In the end, Tautog watched the Soviets for two days-capturing the entire missile test from start to finish. Balderston brought home so much data that the Navy awarded him one of its highest personal honors, the Legion of Merit. Now, in the summer of 1970, as Balderston drove Tautog toward Petropavlovsk, captain and crew were convinced they could do just about anything. One thing high on their list was trailing an Echo II sub. This sort of trail might prove crucial to safeguarding the U.S. carriers off Vietnam, and it was one of the most important roles a sub could play in the war effort.
As luck would have it, it was an Echo II that registered on Tautog's sonar almost as soon as she reached Soviet waters. There was no mistaking it-sonar showed the Echo's trademark pair of four-bladed propellers. The sub was moving south from Petropavlovsk, and Tautog's crew had visions of following the sub through an entire patrol.
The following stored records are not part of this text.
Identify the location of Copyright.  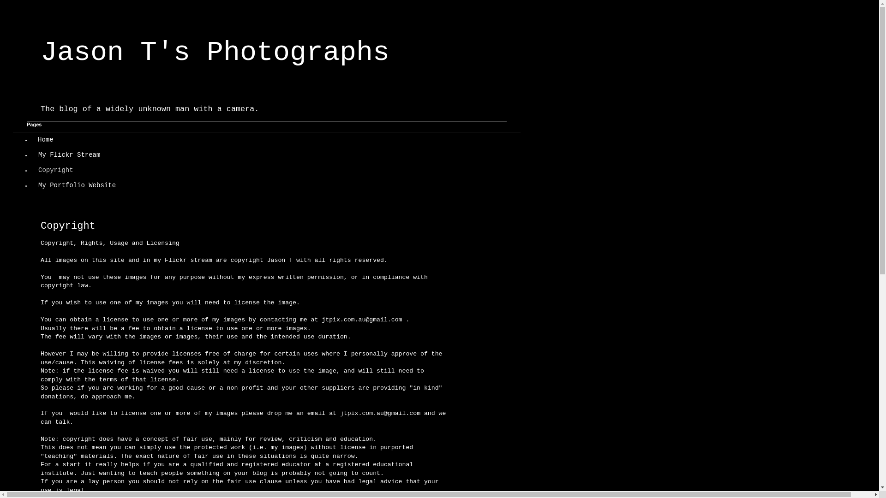
(55, 171).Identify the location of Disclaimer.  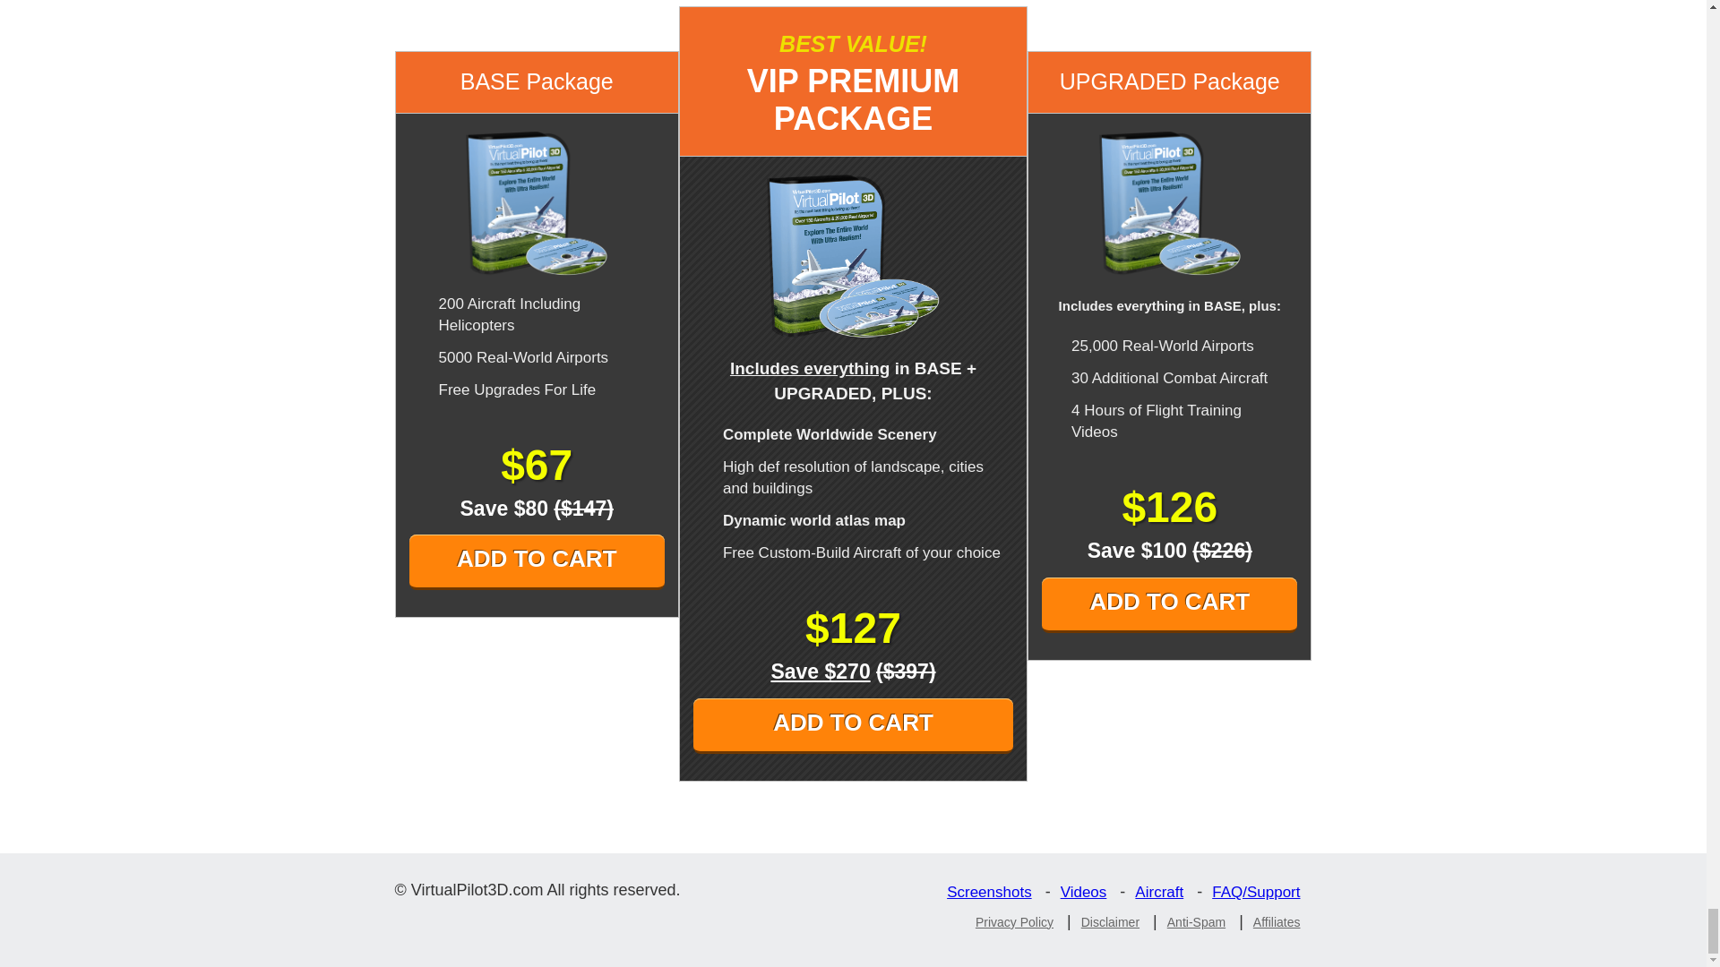
(1114, 922).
The Echo was noisy and seemed as though she would be an easy target, but no trail was ever really easy. Relying on passive sonar, Tautog's men essentially had little more to interpret than textured static (the muffled whir buried within that static was their only "view" of the Soviet sub), and the flickering oscilloscope that transformed some of that static into a light display.
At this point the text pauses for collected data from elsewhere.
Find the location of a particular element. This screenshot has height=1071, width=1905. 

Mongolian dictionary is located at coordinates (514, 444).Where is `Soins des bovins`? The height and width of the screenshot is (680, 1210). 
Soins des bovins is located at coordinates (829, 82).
It helped that the Soviet commander seemed to be taking no precautions against a hunter. Instead, as Tautog followed behind, he motored noisily, spending five hours maneuvering through an odd undersea dance that submariners call "angles and dangles." It was almost an undersea "cossack." Submariners on both sides do this awkward dance, a series of random figure eights, sharp turns, and changes in depth meant to shake things out, to see what kind of noise a submarine is making, and to find out whether anything is stowed where it shouldn't be. The dance has little of the offensive fury of a Crazy Ivan, but the steps are tempestuous. And it is impossible to outguess a commander who might order his submarine up or down, right or left, simply as the mood strikes him.
The trick to trailing a submarine tripping through angles and dangles is to back off. But aboard Tautog, the order to back off never came. In fact, as the hours passed, the Soviet sub's angles and dangles had begun to seem routine, and Balderston and others left their stations to their seconds-in-command. The captain went down to his quarters to get some sleep, a marked departure from the past year's missile-test mission when he had stood awake at the helm for nearly forty-eight hours.
On this mission, Tautog had an unusual complement of two sonar chiefs instead of one. But, as it turned out, neither of those chiefs was in the sonar shack while the captain was in his bunk. One of them had been assigned as chief of the watch and was overseeing the enlisted men in the control room. The other was off duty. That left the sonar operations supervised by a more junior man, Sonarman first-class David T. Lindsay.
Before this mission, Lindsay's biggest claim to fame was accidentally being photographed with Pat Nixon. The first lady had been visiting wounded Vietnam veterans at a Honolulu military hospital. Lindsay was there because of an accident on his motorcycle, a super-souped-up machine that he lovingly called "Betsy." When the first lady came to the submariner, no one had the courage to tell her how he had been hurt. It was a photograph of the two of them that made the local papers.